The December issue of Games magazine, now on newstands, includes a six-page article called "The Evolution of Scrabble" by Julie Harris. An unemployed architect named Alfred Mosher Butts got the initial idea for a word game in 1931. He hoped to capitalize on the crossword puzzle craze. He called his game Lexico. It didn't catch on.
Butts kept tinkering with it and a few years later came up with a game he called Criss Cross Words. It didn't catch on either. Finally an investor named James Brunot came to Butts's rescue, made a few revisions in the rules and changed the name to Scrabble. a word meaning "to scratch, grope or claw about frantically." He found a manufacturer for the game, but it still didn't find success until 1952 when Jack Strauss, an executive at Macy's, played the game while on vacation, loved it and wondered why his department store wasn't stocking it. He placed a large order, which sold quickly, and Scrabble was finally on its way to becoming the classic board game it is today.
Reading that article reminded me of what Bill Bryson writes about coffee in At Home. The word coffee, like the game Scrabble, evolved over time. In the 17th century, the then new and exotic hot beverage was variously called coava, cahve, cauphe, coffa and cafe before everyone finally agreed upon coffee.
At about the same time, according to Bryson, Samuel Pepys recorded in his diary that he had just tried another new hot beverage called tea. He called it tee.
Mystery writer Les Roberts has his detective, Milan Jacovich, make a wonderful aside about tea in his new novel Win, Place, or Die: "Why is it, that, in most places like this, they'll refill your coffee at least ten times without a murmur; a tea drinker might get more hot water as often as he wants, but if he desires a fresh tea bag, he has to pay extra for it? That's one of those mysteries of life I've never been able to crack."

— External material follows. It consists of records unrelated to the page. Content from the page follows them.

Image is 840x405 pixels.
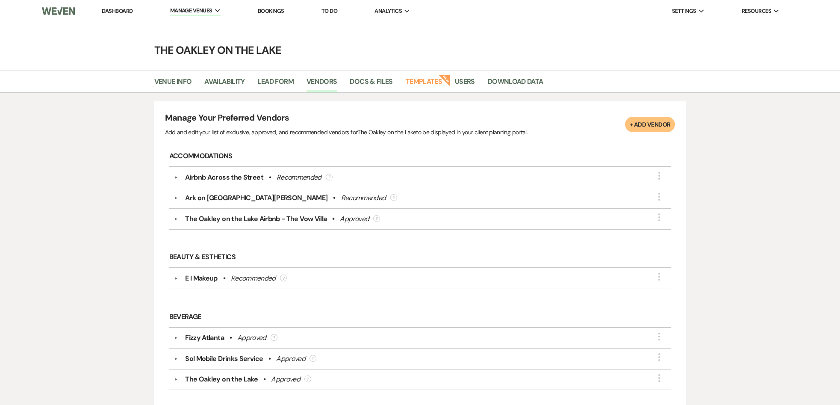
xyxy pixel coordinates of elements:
a: Venue Info [154,76,192,92]
div: Approved [276,354,305,364]
span: Settings [672,7,697,15]
div: ? [304,375,311,382]
h6: Accommodations [169,146,671,167]
span: Analytics [375,7,402,15]
div: Recommended [231,273,276,283]
div: Approved [340,214,369,224]
button: ▼ [171,196,181,200]
button: ▼ [171,377,181,381]
span: Manage Venues [170,6,213,15]
a: Templates [406,76,442,92]
button: + Add Vendor [625,117,675,132]
a: Download Data [488,76,543,92]
div: E I Makeup [185,273,218,283]
a: Bookings [258,7,284,15]
a: To Do [322,7,337,15]
b: • [230,333,232,343]
a: Dashboard [102,7,133,15]
a: Availability [204,76,245,92]
div: ? [280,275,287,281]
button: ▼ [171,217,181,221]
div: Recommended [277,172,322,183]
b: • [263,374,266,384]
div: Sol Mobile Drinks Service [185,354,263,364]
div: Approved [271,374,300,384]
button: ▼ [171,175,181,180]
h6: Beverage [169,307,671,328]
div: ? [271,334,278,341]
h4: The Oakley on the Lake [112,43,728,58]
p: Add and edit your list of exclusive, approved, and recommended vendors for The Oakley on the Lake... [165,127,528,137]
h4: Manage Your Preferred Vendors [165,112,528,127]
button: ▼ [171,357,181,361]
div: The Oakley on the Lake [185,374,258,384]
strong: New [439,74,451,86]
span: Resources [742,7,771,15]
div: ? [326,174,333,180]
div: ? [390,194,397,201]
div: Approved [237,333,266,343]
b: • [333,193,335,203]
div: The Oakley on the Lake Airbnb - The Vow Villa [185,214,327,224]
div: Recommended [341,193,386,203]
b: • [269,354,271,364]
button: ▼ [171,276,181,281]
div: Ark on [GEOGRAPHIC_DATA][PERSON_NAME] [185,193,328,203]
img: Weven Logo [42,2,75,20]
a: Vendors [307,76,337,92]
div: ? [310,355,316,362]
h6: Beauty & Esthetics [169,248,671,269]
b: • [223,273,225,283]
div: Fizzy Atlanta [185,333,224,343]
a: Docs & Files [350,76,393,92]
b: • [332,214,334,224]
button: ▼ [171,336,181,340]
a: Lead Form [258,76,294,92]
a: Users [455,76,475,92]
b: • [269,172,271,183]
div: ? [373,215,380,222]
div: Airbnb Across the Street [185,172,263,183]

As a tea drinker, I well understand what Jacovich (or Roberts) is saying. Tea, I've found, is often treated like a back-of-the-bus beverage. I found that true a couple of times during our tour of the West last month. At an otherwise wonderful place in Jackson, Wyo., called The Bunnery (their motto is "Get your buns in here," although I might have gone with "Get thee to The Bunnery") I noticed a selection of teas on the menu. Some of them were clearly herbal, however, and because I despise herbal tea I asked our waitress if a particular tea with an unfamiliar name was "real tea." She assured me it was. As soon I opened the tea bag and got a whiff, I knew it was herbal. (I should have just read the package.) I complained to the waitress, who told me all the teas were herbal. I started to argue with her, then just ordered Earl Grey and enjoyed the rest of my meal.
Earlier at a Sante Fe hotel, where we stayed two nights, a full breakfast buffet was included. Well, it wasn't quite full. They offered just about anything you might want for breakfast, including a variety of coffees and juices. While my breakfast plate cooled, I looked around for the tea, but couldn't find any. When I asked for some, I was told that would be $1.95. Everything else under the New Mexico sun was included, but tea was extra.
At most restaurants you can get all the iced tea you want for one price, but as Roberts/Jacovich writes, more hot tea comes with a penalty. Sometimes my wife and I both order tea, and instead of one pot we get two, both of which get cold at the same time.
There are exceptions to this discrimination against tea drinkers, I am happy to report. At Boone Tavern in Berea, Ky., where we spent a night in July, I ordered tea in the morning and was given a big pot of hot water, plus a basket full of a wide variety of teas. Some Bob Evans restaurants do the same thing. Good for them.